Sunday 28 December 2014

Holy Family 'When the Son of God came into the world'.Newman

Night Office, Patristic Reading...  





Sunday in the Octave of Christmas
HOLY FAMILY
First Reading               Eph 5:25-27; Gal 1:4
Second Reading           From a Sermon by Cardinal John Newman (Plain and Parochial Sermons V. 93-95.)
Jesus came not to borrow from the world, but to import to it.
({93}...And when He ...).
When the Son of God came into the world, He was a pattern of sanctity in the circumstances of his life, as well as in His birth. He did not implicate and contaminate Himself with sinners. He came down from heaven, and made a short work in righteousness, and then returned back again where He was before. He came into the world, and He speedily left the world; as if to teach us how little He Himself, how little we His followers, have to do with the world. He, the Eternal Ever-living Word of God, did not outlive Methuselah's years, nay, did not even exhaust the {94} common age of man; but He came and He went, before men knew that He had come, like the lightning shining from one side of heaven unto the other, as being the beginning of a new and invisible creation, and having no part in the old Adam.
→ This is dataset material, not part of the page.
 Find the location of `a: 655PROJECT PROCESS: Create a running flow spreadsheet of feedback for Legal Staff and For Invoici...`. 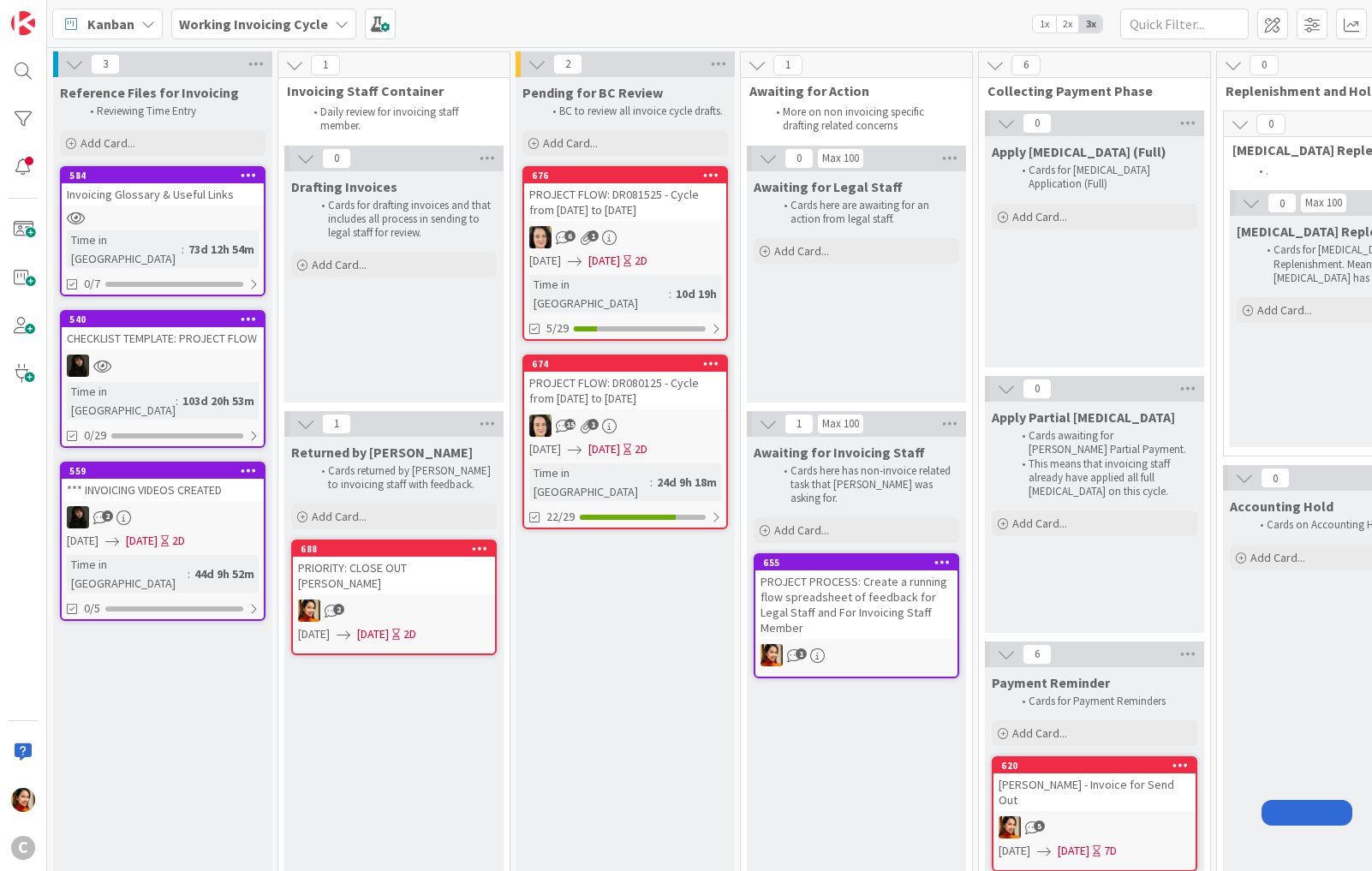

He was in the world, but not of the world; and while He was here, He, the Son of man, was still in heaven: and as well might fire feed upon water, or the wind be subjected to man's bidding, as the Only-begotten Son really be portion and member of that perishable system in which He condescended to move. He could not rest or tarry upon earth; He did but do His work in it; He could but come and go.
And while He was here, since He could not acquiesce or pleasure Himself in the earth, so He would none of its vaunted goods. When He humbled himself unto His own sinful creation, He would not let that creation minister to Him of its best, as if disdaining to receive offering or tribute from a fallen world. It is only nature regenerate which may venture to serve the Holy One. He would not accept lodging or entertainment, acknowledgement, or blandishment, from the kingdom of darkness. He would not be made a king; He would not be called, Good Master; He would not accept where He might lay His head. His life lay not in man's breath, or man's smile; it was hid in Him from whom He came and to whom He returned.
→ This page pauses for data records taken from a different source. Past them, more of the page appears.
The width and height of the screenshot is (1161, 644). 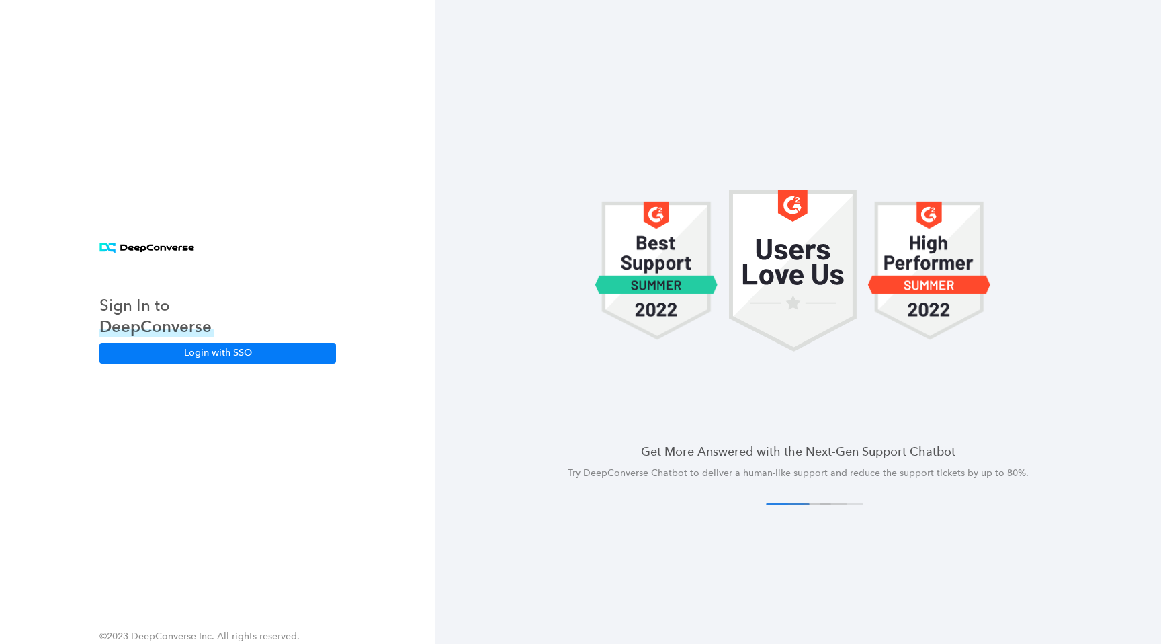 What do you see at coordinates (788, 503) in the screenshot?
I see `button: 1` at bounding box center [788, 503].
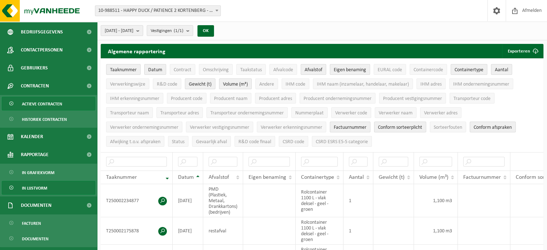 The height and width of the screenshot is (250, 547). Describe the element at coordinates (129, 112) in the screenshot. I see `button: Transporteur naamTransporteur naam: Activate to sort` at that location.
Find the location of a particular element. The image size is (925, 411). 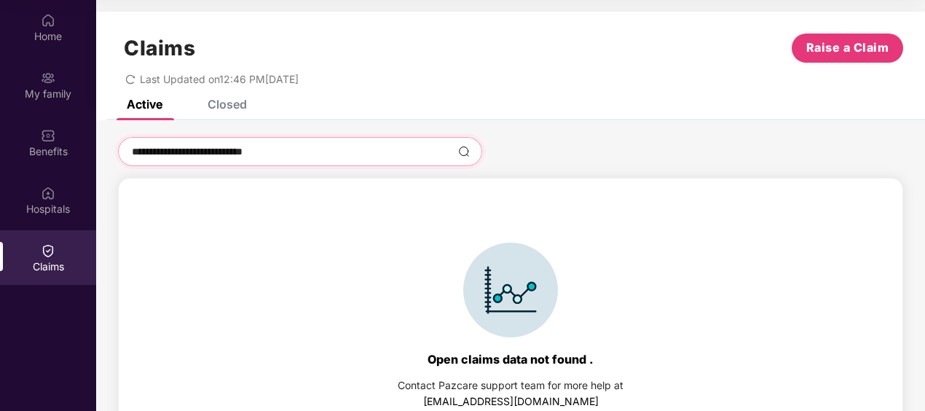

span: redo is located at coordinates (130, 79).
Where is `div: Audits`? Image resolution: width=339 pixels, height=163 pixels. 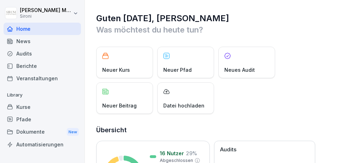
div: Audits is located at coordinates (42, 54).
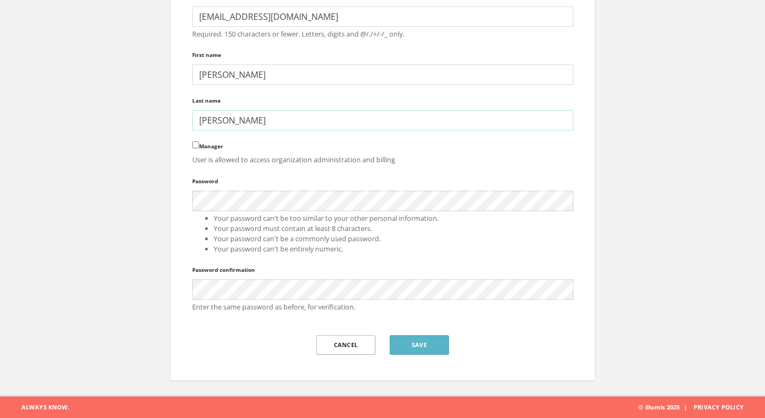 The image size is (765, 418). Describe the element at coordinates (394, 238) in the screenshot. I see `li: Your password can't be a commonly used password.` at that location.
"The Light shineth in darkness, and the darkness comprehended it not." He seemed like other men to the multitude. Though conceived of the Holy Ghost, He was born of a poor woman, who, when guests were {95} numerous, was thrust aside, and gave birth to Him in a place for cattle. O wondrous mystery, early manifested, that even in birth He refused the world's welcome! He grew up as the carpenter's son, without education, so that when He began to teach, His neighbours wondered how one who had not learned letters, and was bred to a humble craft, should become a prophet. He was known as the kinsman and intimate of humble persons; so that the world pointed to them when He declared Himself, as if their insufficiency was the refutation of His claims. He was brought up in a town of low repute, so that even the better sort doubted whether good could come out of it. No; He would not be indebted to this world for comfort, aid, or credit; for "the world was made by Him, and the world knew Him not." He came to it as a benefactor, not as a guest; not to borrow from it, but to impart to it.
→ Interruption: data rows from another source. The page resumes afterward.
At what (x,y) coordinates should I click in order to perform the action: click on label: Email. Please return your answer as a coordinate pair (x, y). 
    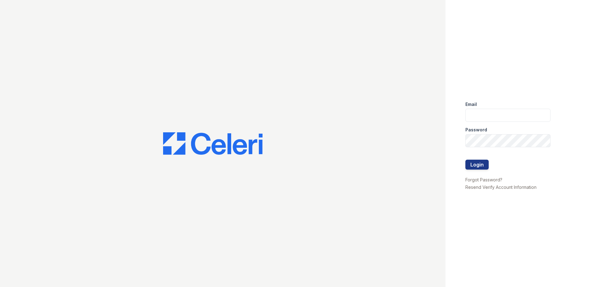
    Looking at the image, I should click on (471, 104).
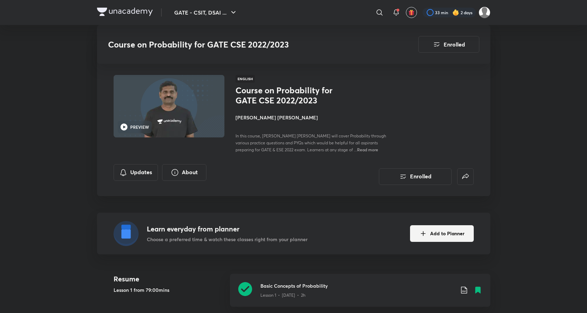 This screenshot has width=587, height=313. I want to click on button: Updates, so click(136, 172).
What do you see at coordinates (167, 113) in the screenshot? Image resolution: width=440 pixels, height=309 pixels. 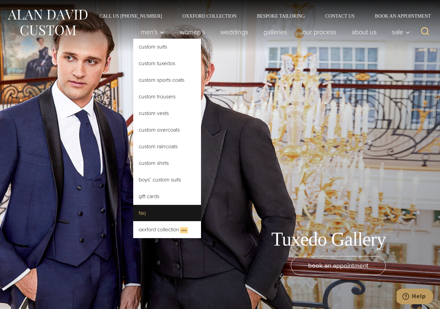 I see `a: Custom Vests` at bounding box center [167, 113].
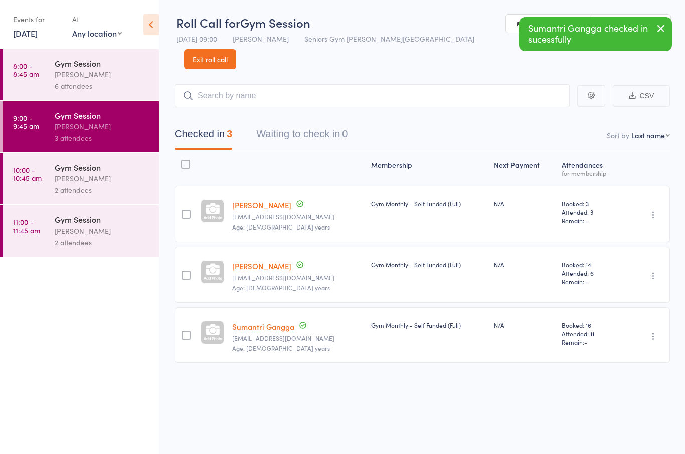  I want to click on div: 3 attendees, so click(102, 138).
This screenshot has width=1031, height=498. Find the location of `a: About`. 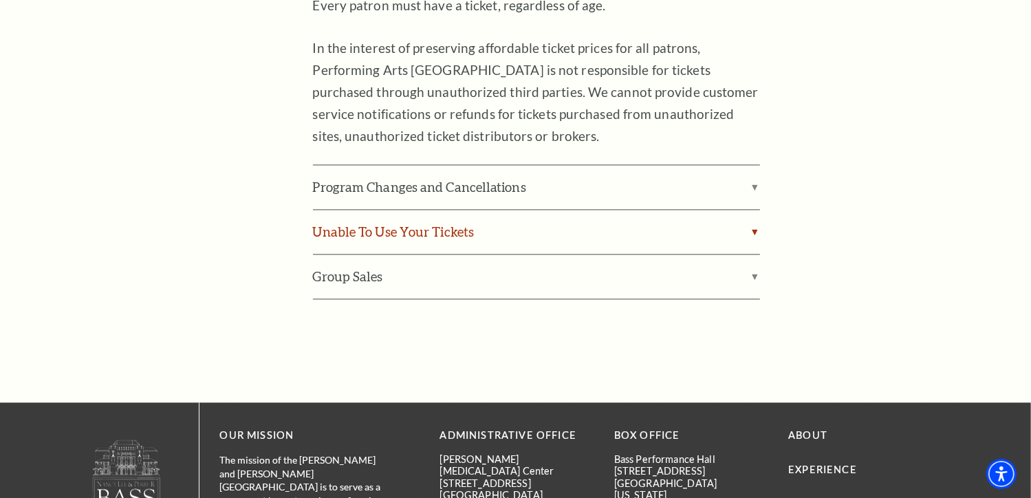

a: About is located at coordinates (808, 435).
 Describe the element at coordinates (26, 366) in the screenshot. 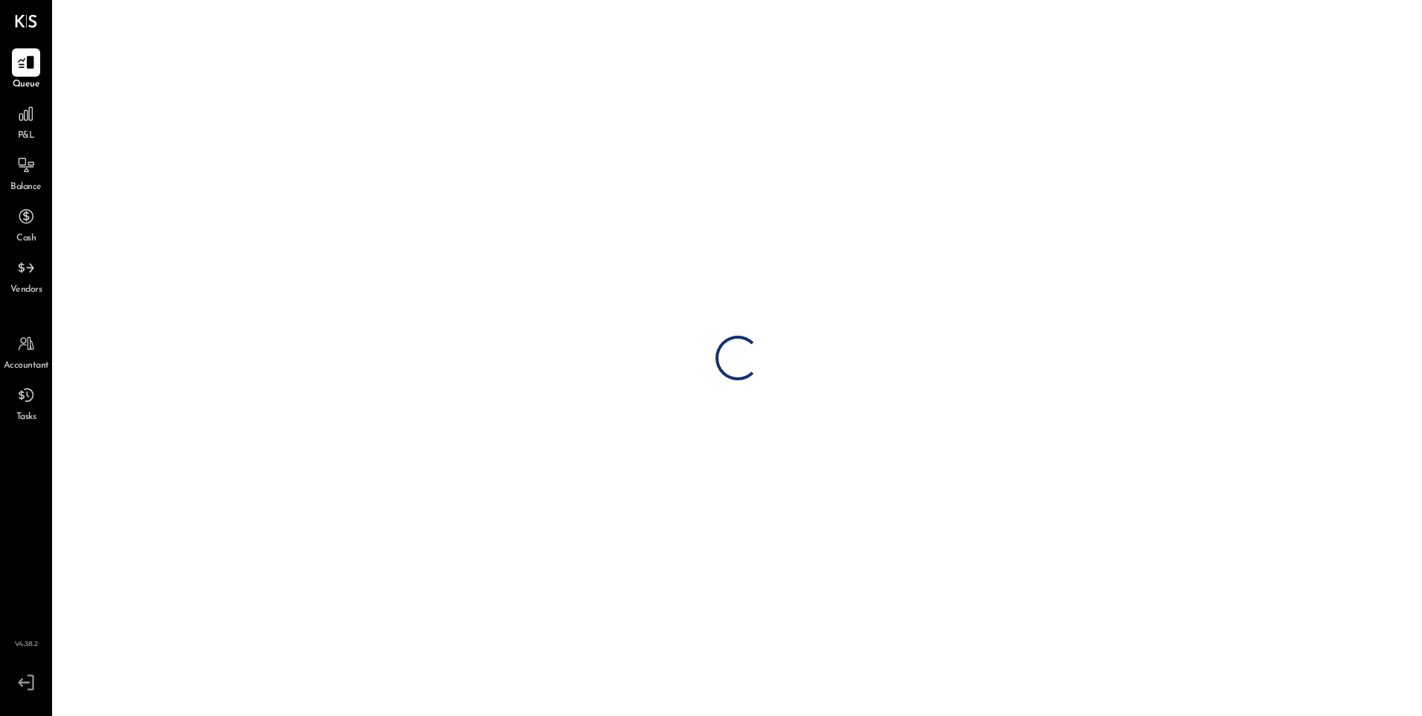

I see `span: Accountant` at that location.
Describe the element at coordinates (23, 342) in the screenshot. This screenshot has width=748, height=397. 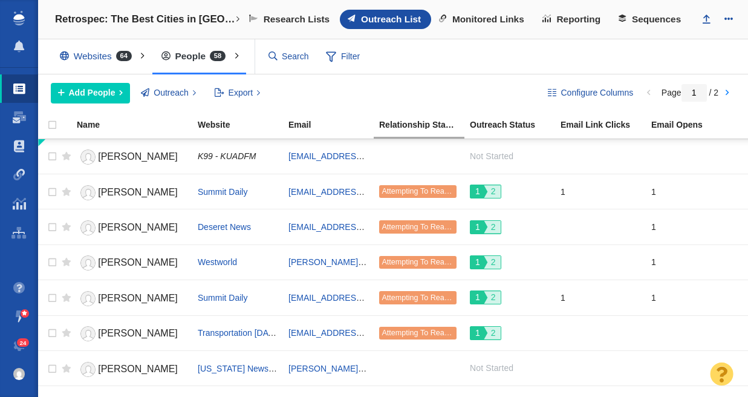
I see `span: 24` at that location.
And when He grew up, and began to preach the kingdom of heaven, the Holy Jesus took no more from the world then than before. He chose the portion of those Saints who preceded and prefigured Him, Abraham, Moses, David, Elijah, and His forerunner John the Baptist. He lived at large, without the ties of home or peaceful dwelling; He lived as a pilgrim in the land of promise; He lived in the wilderness. Abraham had lived in tents in the country which his descendants were to enjoy. David had wandered for seven years up and down the same during Saul's persecutions. Moses had been a prisoner in the howling wilderness, all the way from Mount Sinai to the borders of Canaan. Elijah wandered back again from Carmel {96} to Sinai. And the Baptist had remained in the desert from his youth. Such in like manner was our Lord's manner of life, during His ministry: He was now in Galilee, now in Judæa; He is found in the mountain, in the wilderness, and in the city; but He vouchsafed to take no home, not even His Almighty Father's Temple at Jerusalem.